Kristina Kintziger, PhD, MPH is an environmental and infectious disease epidemiologist with experience in academia and public health practice. Dr. Kintziger received her MPH degree in Epidemiology from the Rollins School of Public Health at Emory University and her PhD in Epidemiology from the Arnold School of Public Health at the University of South Carolina. During her MPH program, she worked as a research assistant in the Department of Psychiatry and Behavioral Sciences, and completed a master’s thesis related to the impacts of immune alterations on the development of schizophrenia. During her doctoral program, she worked as a graduate research assistant in the Department of Epidemiology and Biostatistics on projects related to obesity and diabetes in South Carolina. She also worked at the South Carolina Department of Health and Environmental Control in the STD/HIV Surveillance Division. Her doctoral dissertation examined risk-based vs. routine HIV testing outcomes in rural and urban residents of South Carolina. Her post-doctoral training was through the Council of State and Territorial Epidemiologists Applied Epidemiology Fellowship, where she completed an infectious disease-focused fellowship at the Florida Department of Health.
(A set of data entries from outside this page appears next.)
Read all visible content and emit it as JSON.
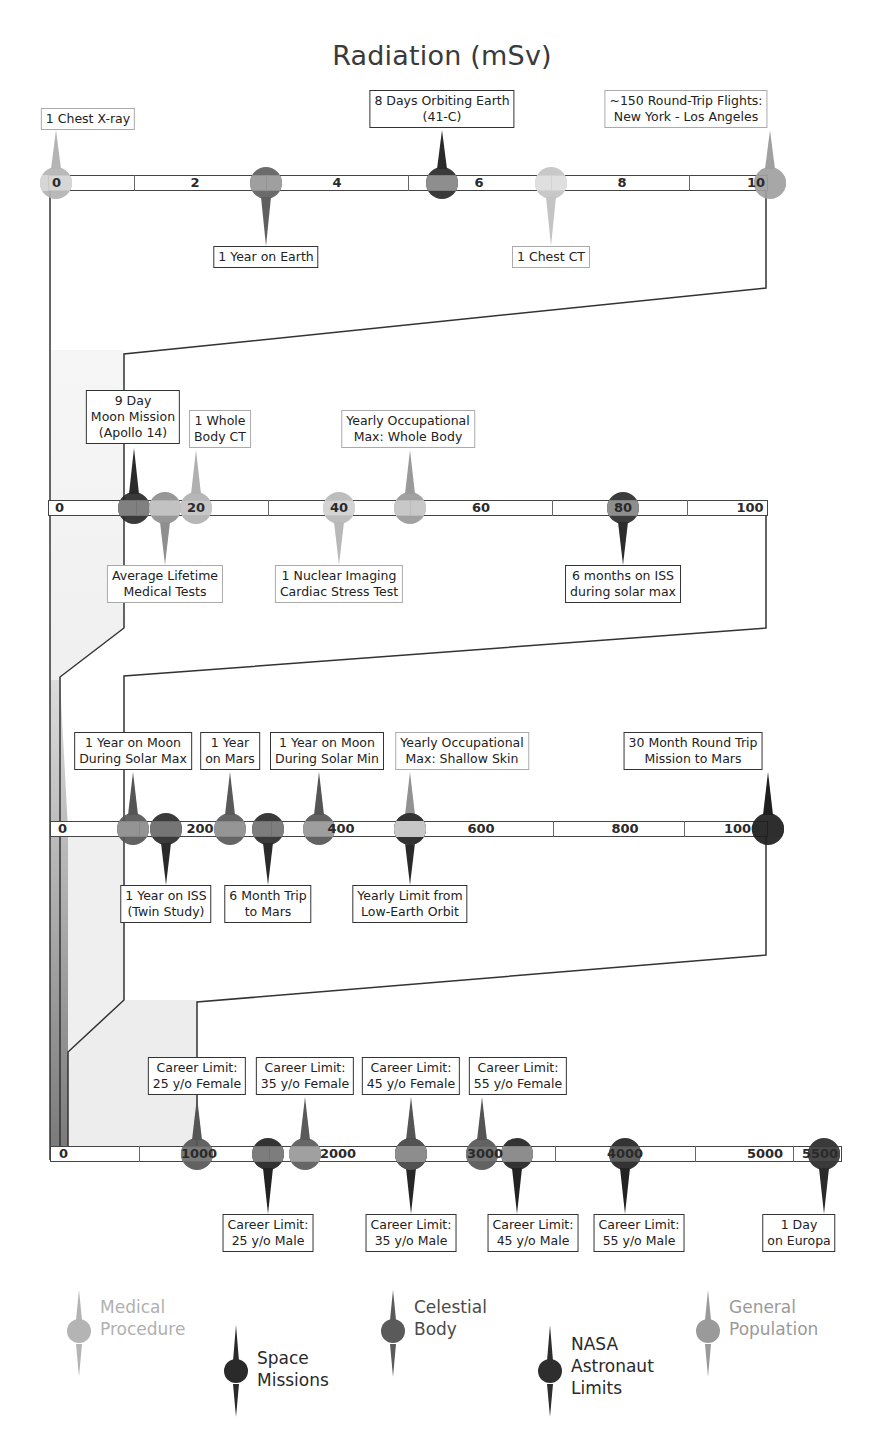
{
  "title": "Radiation (mSv)",
  "colors": {
    "medical": "#b4b4b4",
    "space": "#2a2a2a",
    "celestial": "#5f5f5f",
    "nasa": "#2e2e2e",
    "general": "#9a9a9a",
    "axis_fill": "#ffffff",
    "shade": "#ececec"
  },
  "legend": [
    {
      "key": "medical",
      "label_line1": "Medical",
      "label_line2": "Procedure",
      "label_line3": ""
    },
    {
      "key": "space",
      "label_line1": "Space",
      "label_line2": "Missions",
      "label_line3": ""
    },
    {
      "key": "celestial",
      "label_line1": "Celestial",
      "label_line2": "Body",
      "label_line3": ""
    },
    {
      "key": "nasa",
      "label_line1": "NASA",
      "label_line2": "Astronaut",
      "label_line3": "Limits"
    },
    {
      "key": "general",
      "label_line1": "General",
      "label_line2": "Population",
      "label_line3": ""
    }
  ],
  "chart_data": {
    "type": "timeline",
    "title": "Radiation (mSv)",
    "unit": "mSv",
    "rows": [
      {
        "range": [
          0,
          10
        ],
        "ticks": [
          "0",
          "2",
          "4",
          "6",
          "8",
          "10"
        ],
        "events": [
          {
            "label": "1 Chest X-ray",
            "value": 0.1,
            "category": "medical",
            "side": "above"
          },
          {
            "label": "1 Year on Earth",
            "value": 3,
            "category": "celestial",
            "side": "below"
          },
          {
            "label": "8 Days Orbiting Earth (41-C)",
            "value": 5.6,
            "category": "space",
            "side": "above"
          },
          {
            "label": "1 Chest CT",
            "value": 7,
            "category": "medical",
            "side": "below"
          },
          {
            "label": "~150 Round-Trip Flights: New York - Los Angeles",
            "value": 10,
            "category": "general",
            "side": "above"
          }
        ]
      },
      {
        "range": [
          0,
          100
        ],
        "ticks": [
          "0",
          "20",
          "40",
          "60",
          "80",
          "100"
        ],
        "events": [
          {
            "label": "9 Day Moon Mission (Apollo 14)",
            "value": 11,
            "category": "space",
            "side": "above"
          },
          {
            "label": "Average Lifetime Medical Tests",
            "value": 15,
            "category": "medical",
            "side": "below"
          },
          {
            "label": "1 Whole Body CT",
            "value": 20,
            "category": "medical",
            "side": "above"
          },
          {
            "label": "1 Nuclear Imaging Cardiac Stress Test",
            "value": 40,
            "category": "medical",
            "side": "below"
          },
          {
            "label": "Yearly Occupational Max: Whole Body",
            "value": 50,
            "category": "general",
            "side": "above"
          },
          {
            "label": "6 months on ISS during solar max",
            "value": 80,
            "category": "space",
            "side": "below"
          }
        ]
      },
      {
        "range": [
          0,
          1000
        ],
        "ticks": [
          "0",
          "200",
          "400",
          "600",
          "800",
          "1000"
        ],
        "events": [
          {
            "label": "1 Year on Moon During Solar Max",
            "value": 110,
            "category": "celestial",
            "side": "above"
          },
          {
            "label": "1 Year on ISS (Twin Study)",
            "value": 146,
            "category": "space",
            "side": "below"
          },
          {
            "label": "1 Year on Mars",
            "value": 232,
            "category": "celestial",
            "side": "above"
          },
          {
            "label": "6 Month Trip to Mars",
            "value": 300,
            "category": "space",
            "side": "below"
          },
          {
            "label": "1 Year on Moon During Solar Min",
            "value": 380,
            "category": "celestial",
            "side": "above"
          },
          {
            "label": "Yearly Occupational Max: Shallow Skin",
            "value": 500,
            "category": "general",
            "side": "above"
          },
          {
            "label": "Yearly Limit from Low-Earth Orbit",
            "value": 500,
            "category": "nasa",
            "side": "below"
          },
          {
            "label": "30 Month Round Trip Mission to Mars",
            "value": 1000,
            "category": "space",
            "side": "above"
          }
        ]
      },
      {
        "range": [
          0,
          5500
        ],
        "ticks": [
          "0",
          "1000",
          "2000",
          "3000",
          "4000",
          "5000",
          "5500"
        ],
        "events": [
          {
            "label": "Career Limit: 25 y/o Female",
            "value": 1000,
            "category": "nasa",
            "side": "above"
          },
          {
            "label": "Career Limit: 25 y/o Male",
            "value": 1500,
            "category": "nasa",
            "side": "below"
          },
          {
            "label": "Career Limit: 35 y/o Female",
            "value": 1750,
            "category": "nasa",
            "side": "above"
          },
          {
            "label": "Career Limit: 35 y/o Male",
            "value": 2500,
            "category": "nasa",
            "side": "below"
          },
          {
            "label": "Career Limit: 45 y/o Female",
            "value": 2500,
            "category": "nasa",
            "side": "above"
          },
          {
            "label": "Career Limit: 55 y/o Female",
            "value": 3000,
            "category": "nasa",
            "side": "above"
          },
          {
            "label": "Career Limit: 45 y/o Male",
            "value": 3250,
            "category": "nasa",
            "side": "below"
          },
          {
            "label": "Career Limit: 55 y/o Male",
            "value": 4000,
            "category": "nasa",
            "side": "below"
          },
          {
            "label": "1 Day on Europa",
            "value": 5400,
            "category": "celestial",
            "side": "below"
          }
        ]
      }
    ],
    "legend": [
      "Medical Procedure",
      "Space Missions",
      "Celestial Body",
      "NASA Astronaut Limits",
      "General Population"
    ]
  },
  "rows_ui": [
    {
      "ticks": [
        {
          "text": "0",
          "x": 52
        },
        {
          "text": "2",
          "x": 195
        },
        {
          "text": "4",
          "x": 337
        },
        {
          "text": "6",
          "x": 479
        },
        {
          "text": "8",
          "x": 622
        },
        {
          "text": "10",
          "x": 756
        }
      ],
      "events": [
        {
          "id": "chest-xray",
          "l1": "1 Chest X-ray",
          "l2": "",
          "x": 56,
          "side": "above",
          "labx": 88,
          "laby": 108,
          "cat": "medical",
          "fill": "#b4b4b4",
          "band": "#d5d5d5"
        },
        {
          "id": "year-earth",
          "l1": "1 Year on Earth",
          "l2": "",
          "x": 266,
          "side": "below",
          "labx": 266,
          "laby": 246,
          "cat": "celestial",
          "fill": "#5f5f5f",
          "band": "#9a9a9a"
        },
        {
          "id": "days-orbit",
          "l1": "8 Days Orbiting Earth",
          "l2": "(41-C)",
          "x": 442,
          "side": "above",
          "labx": 442,
          "laby": 90,
          "cat": "space",
          "fill": "#2a2a2a",
          "band": "#8a8a8a"
        },
        {
          "id": "chest-ct",
          "l1": "1 Chest CT",
          "l2": "",
          "x": 551,
          "side": "below",
          "labx": 551,
          "laby": 246,
          "cat": "medical",
          "fill": "#c4c4c4",
          "band": "#dedede"
        },
        {
          "id": "flights",
          "l1": "~150 Round-Trip Flights:",
          "l2": "New York - Los Angeles",
          "x": 770,
          "side": "above",
          "labx": 686,
          "laby": 90,
          "cat": "general",
          "fill": "#a0a0a0",
          "band": "#a0a0a0"
        }
      ]
    },
    {
      "ticks": [
        {
          "text": "0",
          "x": 55
        },
        {
          "text": "20",
          "x": 196
        },
        {
          "text": "40",
          "x": 339
        },
        {
          "text": "60",
          "x": 481
        },
        {
          "text": "80",
          "x": 623
        },
        {
          "text": "100",
          "x": 750
        }
      ],
      "events": [
        {
          "id": "apollo14",
          "l1": "9 Day",
          "l2": "Moon Mission",
          "l3": "(Apollo 14)",
          "x": 134,
          "side": "above",
          "labx": 133,
          "laby": 390,
          "cat": "space",
          "fill": "#2a2a2a",
          "band": "#7a7a7a"
        },
        {
          "id": "lifetime-med",
          "l1": "Average Lifetime",
          "l2": "Medical Tests",
          "x": 165,
          "side": "below",
          "labx": 165,
          "laby": 565,
          "cat": "medical",
          "fill": "#8f8f8f",
          "band": "#c0c0c0"
        },
        {
          "id": "whole-ct",
          "l1": "1 Whole",
          "l2": "Body CT",
          "x": 196,
          "side": "above",
          "labx": 220,
          "laby": 410,
          "cat": "medical",
          "fill": "#b0b0b0",
          "band": "#c4c4c4"
        },
        {
          "id": "cardiac",
          "l1": "1 Nuclear Imaging",
          "l2": "Cardiac Stress Test",
          "x": 339,
          "side": "below",
          "labx": 339,
          "laby": 565,
          "cat": "medical",
          "fill": "#b8b8b8",
          "band": "#d2d2d2"
        },
        {
          "id": "occ-whole",
          "l1": "Yearly Occupational",
          "l2": "Max: Whole Body",
          "x": 410,
          "side": "above",
          "labx": 408,
          "laby": 410,
          "cat": "general",
          "fill": "#9a9a9a",
          "band": "#c6c6c6"
        },
        {
          "id": "iss-solar",
          "l1": "6 months on ISS",
          "l2": "during solar max",
          "x": 623,
          "side": "below",
          "labx": 623,
          "laby": 565,
          "cat": "space",
          "fill": "#2c2c2c",
          "band": "#8a8a8a"
        }
      ]
    },
    {
      "ticks": [
        {
          "text": "0",
          "x": 58
        },
        {
          "text": "200",
          "x": 200
        },
        {
          "text": "400",
          "x": 341
        },
        {
          "text": "600",
          "x": 481
        },
        {
          "text": "800",
          "x": 625
        },
        {
          "text": "1000",
          "x": 742
        }
      ],
      "events": [
        {
          "id": "moon-max",
          "l1": "1 Year on Moon",
          "l2": "During Solar Max",
          "x": 133,
          "side": "above",
          "labx": 133,
          "laby": 732,
          "cat": "celestial",
          "fill": "#555555",
          "band": "#8e8e8e"
        },
        {
          "id": "iss-twin",
          "l1": "1 Year on ISS",
          "l2": "(Twin Study)",
          "x": 166,
          "side": "below",
          "labx": 166,
          "laby": 885,
          "cat": "space",
          "fill": "#2a2a2a",
          "band": "#6e6e6e"
        },
        {
          "id": "mars-year",
          "l1": "1 Year",
          "l2": "on Mars",
          "x": 230,
          "side": "above",
          "labx": 230,
          "laby": 732,
          "cat": "celestial",
          "fill": "#595959",
          "band": "#909090"
        },
        {
          "id": "trip-mars",
          "l1": "6 Month Trip",
          "l2": "to Mars",
          "x": 268,
          "side": "below",
          "labx": 268,
          "laby": 885,
          "cat": "space",
          "fill": "#2a2a2a",
          "band": "#777777"
        },
        {
          "id": "moon-min",
          "l1": "1 Year on Moon",
          "l2": "During Solar Min",
          "x": 319,
          "side": "above",
          "labx": 327,
          "laby": 732,
          "cat": "celestial",
          "fill": "#555555",
          "band": "#9a9a9a"
        },
        {
          "id": "occ-skin",
          "l1": "Yearly Occupational",
          "l2": "Max: Shallow Skin",
          "x": 410,
          "side": "above",
          "labx": 462,
          "laby": 732,
          "cat": "general",
          "fill": "#929292",
          "band": "#c6c6c6"
        },
        {
          "id": "leo-limit",
          "l1": "Yearly Limit from",
          "l2": "Low-Earth Orbit",
          "x": 410,
          "side": "below",
          "labx": 410,
          "laby": 885,
          "cat": "nasa",
          "fill": "#2a2a2a",
          "band": "#d0d0d0",
          "split": true
        },
        {
          "id": "mars-30",
          "l1": "30 Month Round Trip",
          "l2": "Mission to Mars",
          "x": 768,
          "side": "above",
          "labx": 693,
          "laby": 732,
          "cat": "space",
          "fill": "#1e1e1e",
          "band": "#1e1e1e"
        }
      ]
    },
    {
      "ticks": [
        {
          "text": "0",
          "x": 59
        },
        {
          "text": "1000",
          "x": 199
        },
        {
          "text": "2000",
          "x": 338
        },
        {
          "text": "3000",
          "x": 485
        },
        {
          "text": "4000",
          "x": 625
        },
        {
          "text": "5000",
          "x": 765
        },
        {
          "text": "5500",
          "x": 820
        }
      ],
      "events": [
        {
          "id": "f25",
          "l1": "Career Limit:",
          "l2": "25 y/o Female",
          "x": 197,
          "side": "above",
          "labx": 197,
          "laby": 1057,
          "cat": "nasa",
          "fill": "#555555",
          "band": "#707070"
        },
        {
          "id": "m25",
          "l1": "Career Limit:",
          "l2": "25 y/o Male",
          "x": 268,
          "side": "below",
          "labx": 268,
          "laby": 1214,
          "cat": "nasa",
          "fill": "#222222",
          "band": "#777777"
        },
        {
          "id": "f35",
          "l1": "Career Limit:",
          "l2": "35 y/o Female",
          "x": 305,
          "side": "above",
          "labx": 305,
          "laby": 1057,
          "cat": "nasa",
          "fill": "#5a5a5a",
          "band": "#9c9c9c"
        },
        {
          "id": "m35",
          "l1": "Career Limit:",
          "l2": "35 y/o Male",
          "x": 411,
          "side": "below",
          "labx": 411,
          "laby": 1214,
          "cat": "nasa",
          "fill": "#262626",
          "band": "#aaaaaa",
          "split": true
        },
        {
          "id": "f45",
          "l1": "Career Limit:",
          "l2": "45 y/o Female",
          "x": 411,
          "side": "above",
          "labx": 411,
          "laby": 1057,
          "cat": "nasa",
          "fill": "#555555",
          "band": "#8e8e8e"
        },
        {
          "id": "f55",
          "l1": "Career Limit:",
          "l2": "55 y/o Female",
          "x": 482,
          "side": "above",
          "labx": 518,
          "laby": 1057,
          "cat": "nasa",
          "fill": "#555555",
          "band": "#6a6a6a"
        },
        {
          "id": "m45",
          "l1": "Career Limit:",
          "l2": "45 y/o Male",
          "x": 517,
          "side": "below",
          "labx": 533,
          "laby": 1214,
          "cat": "nasa",
          "fill": "#222222",
          "band": "#8a8a8a"
        },
        {
          "id": "m55",
          "l1": "Career Limit:",
          "l2": "55 y/o Male",
          "x": 625,
          "side": "below",
          "labx": 639,
          "laby": 1214,
          "cat": "nasa",
          "fill": "#222222",
          "band": "#555555"
        },
        {
          "id": "europa",
          "l1": "1 Day",
          "l2": "on Europa",
          "x": 824,
          "side": "below",
          "labx": 799,
          "laby": 1214,
          "cat": "celestial",
          "fill": "#2a2a2a",
          "band": "#3a3a3a"
        }
      ]
    }
  ]
}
Prior to joining UT faculty, she served as the epidemiologist/biostatistician for the Building Resilience Against Climate Effects (BRACE) and Environmental Public Health Tracking (EPHT) programs at the Florida Department of Health, and served as an Assistant Professor in the Department of Biostatistics and Epidemiology at Augusta University (formerly the Medical College of Georgia).

Curriculum Vitae


Research

Dr. Kintziger’s research interests are focused in environmental health, in general, and the application of novel and advanced epidemiologic methods to understanding the impacts of the environment on health. More specifically, her current focus is on understanding the vulnerabilities and the current and future disease burden associated with climate-sensitive hazards, as well as understanding the relationship between morbidity/mortality and social determinants of health.

 


Education

  • BA (Philosophy) - Emory University, Atlanta, GA - 2001
  • MPH (Epidemiology) - Rollins School of Public Health, Emory University, Atlanta, GA - 2003
  • PhD (Epidemiology) - Arnold School of Public Health, University of South Carolina, Columbia, SC - 2008

Professional Service

Dr. Kintziger co-facilitates a national Community of Practice focused on developing and sharing methods for quantifying associations between climate hazards and health outcomes and incorporating these associations into disease burden projections and implementing climate-related adaptation and intervention projects. She is a member of the Council of State and Territorial Epidemiologists and the American Meteorological Society, and she has served as a reviewer for journals such as the Journal of Rural Health, Public Health Reports, and the International Journal of Biometeorology.